Arrow-right Camera
The Spokesman-Review Newspaper
Spokane, Washington  Est. May 19, 1883

Science class helps kids learn to love learning


Students at 112th Street Elementary School gather around teacher Stan White to see the tarantula he holds. 
 (Los Angeles Times / The Spokesman-Review)
Mitchell Landsberg Los Angeles Times

LOS ANGELES – Jazmani Busby has learned things in her nine years that no child should have to learn.

She has learned to drop to the floor at the sound of a gunshot. She has learned what an AK-47 looks like. She has learned that, all too often, the people around her die young.

Jazmani, a lifelong resident of the Nickerson Gardens housing project in Watts, doesn’t like to talk about these things. When she calls her best friend, Raquel Hernandez, the two fourth-graders are much more eager to talk about something else they’ve learned, something that makes them bubble with excitement.

Science.

“Science is my life,” Jazmani explained. “I eat, drink, breathe science. I just love science.”

She and Raquel attend 112th Street Elementary School, where Principal Brenda Manuel said, “The kids are just on fire about science.”

How did this happen? By conventional measures, 112th Street Elementary is a failing school. Its standardized test scores are among the lowest in California. Fewer than one-third of its students are considered proficient in math, fewer than one-fifth in English. Under the federal No Child Left Behind Act, the school could face sanctions if it fails to raise its test scores significantly this year.

Every student at 112th Street Elementary is poor enough to qualify for subsidized meals. Most of the students live in Nickerson Gardens, a housing project known for being violent and gang-infested. Many come from single-parent families or are in foster care. The school is 62 percent Hispanic and 38 percent black, and more than half of the students are learning English as a second language.

Yet teachers and parents say the school has become a place where good things are happening.

The children of 112th Street are on fire about science because a teacher named Stan White came into their lives last fall like a blowtorch – a large blowtorch with a wide smile, a shaved head, a crisp, no-nonsense manner and a deep-seated belief that these children are as capable of excelling as any children anywhere.

The children are eager to please White, in part because they like him, in part because they know the consequences of displeasing him will be swift and severe.

“Do you know the meaning of the digestive system?” he asked one girl who had been chatting with a neighbor.

“The meaning of the digestive system is….” She stopped and hung her head.

“Goodbye,” White said.

Knowing better than to argue, she quietly left to return to her regular class. White’s class is a special, pull-out event held in the school library, designed to supplement the school’s regular curriculum.

To be dismissed by Mr. White is a terrible fate. It means more than just missing out on science, although one suspects that would be punishment enough. (On this day, it meant missing out on the opportunity to hold a tarantula.) It means losing a chance to make The Team. For White’s real secret is that he has transformed science into a competitive sport.

Students compete for spots on the science team, and the team, in turn, competes with other schools – also coached by White – in “Jeopardy!”-style showdowns.

In the weeks leading up to one of White’s competitions, the students held conference calls at night to drill one another. They turned out on a Saturday when White agreed to lead an extra study session.

And teachers began to notice a spillover into their regular classes.

“This has elevated their esteem, elevated their desire to be part of something,” said Ed Allen, a fifth-grade teacher. And it has given him, as a teacher, a new disciplinary tool: If a student thinks misbehaving “will somehow affect his position on the science team, he’ll straighten up.”

There’s a greater desire to do well in all aspects of academics, he said.

Among inner-city children, White said, there’s an “initial lack of desire,” a feeling “that if they’re learning they’re somehow selling out.” Once students get past that, he finds that the children are not only as bright as their peers in affluent neighborhoods, but they’re tougher, more resilient. “Once they’re on, they can’t be beat,” he said.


EXERCISE REQUIREMENTS:
In the entries that follow, how many lines include the string "nodes"? The answer is the number only.

Records from a collection of figures
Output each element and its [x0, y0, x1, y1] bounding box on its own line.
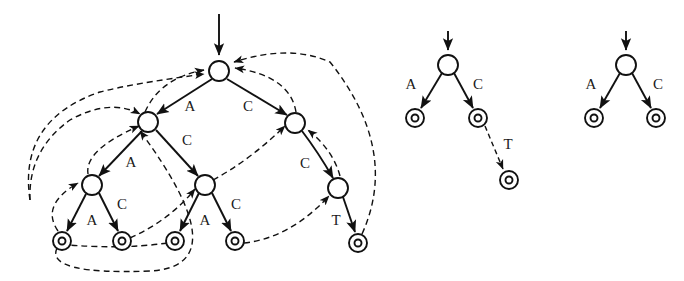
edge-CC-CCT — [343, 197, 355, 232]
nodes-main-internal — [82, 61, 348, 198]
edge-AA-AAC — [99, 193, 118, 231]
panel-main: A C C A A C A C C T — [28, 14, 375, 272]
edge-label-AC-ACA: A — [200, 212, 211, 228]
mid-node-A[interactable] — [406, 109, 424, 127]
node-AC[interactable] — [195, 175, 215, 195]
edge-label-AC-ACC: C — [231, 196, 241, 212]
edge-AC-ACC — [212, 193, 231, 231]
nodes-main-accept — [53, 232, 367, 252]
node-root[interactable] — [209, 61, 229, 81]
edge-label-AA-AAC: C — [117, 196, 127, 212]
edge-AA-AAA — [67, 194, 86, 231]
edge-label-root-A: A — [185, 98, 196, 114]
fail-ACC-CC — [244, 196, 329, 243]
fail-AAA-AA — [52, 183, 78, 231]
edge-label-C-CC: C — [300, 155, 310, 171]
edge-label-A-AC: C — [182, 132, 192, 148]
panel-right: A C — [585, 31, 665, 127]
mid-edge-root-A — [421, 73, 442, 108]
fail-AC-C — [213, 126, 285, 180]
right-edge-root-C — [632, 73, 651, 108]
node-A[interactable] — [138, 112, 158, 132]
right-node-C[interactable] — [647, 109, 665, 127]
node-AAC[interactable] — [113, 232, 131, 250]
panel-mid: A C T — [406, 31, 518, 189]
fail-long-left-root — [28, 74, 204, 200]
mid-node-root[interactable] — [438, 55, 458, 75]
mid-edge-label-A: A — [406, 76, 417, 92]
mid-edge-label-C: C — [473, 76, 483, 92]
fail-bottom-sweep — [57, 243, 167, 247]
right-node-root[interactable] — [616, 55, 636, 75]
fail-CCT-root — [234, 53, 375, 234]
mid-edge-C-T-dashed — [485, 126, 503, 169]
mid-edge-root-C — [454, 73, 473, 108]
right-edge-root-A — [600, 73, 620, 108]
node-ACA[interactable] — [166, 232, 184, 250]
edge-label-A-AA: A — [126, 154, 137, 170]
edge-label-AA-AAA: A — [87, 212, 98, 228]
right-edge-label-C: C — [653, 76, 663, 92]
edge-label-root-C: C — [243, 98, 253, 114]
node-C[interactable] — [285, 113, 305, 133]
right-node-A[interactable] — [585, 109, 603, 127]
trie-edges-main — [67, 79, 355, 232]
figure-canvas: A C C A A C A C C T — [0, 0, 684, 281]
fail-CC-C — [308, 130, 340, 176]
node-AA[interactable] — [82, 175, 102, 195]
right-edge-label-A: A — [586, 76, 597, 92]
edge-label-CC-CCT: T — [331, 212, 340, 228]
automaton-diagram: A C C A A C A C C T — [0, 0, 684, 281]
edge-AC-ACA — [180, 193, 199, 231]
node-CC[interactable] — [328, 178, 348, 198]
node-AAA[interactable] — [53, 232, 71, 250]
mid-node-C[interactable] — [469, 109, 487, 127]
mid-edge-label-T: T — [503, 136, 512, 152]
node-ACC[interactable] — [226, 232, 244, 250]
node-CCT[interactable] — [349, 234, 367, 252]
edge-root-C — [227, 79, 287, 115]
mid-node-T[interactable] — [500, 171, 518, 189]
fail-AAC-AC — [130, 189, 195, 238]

COMPLETED TASK:
2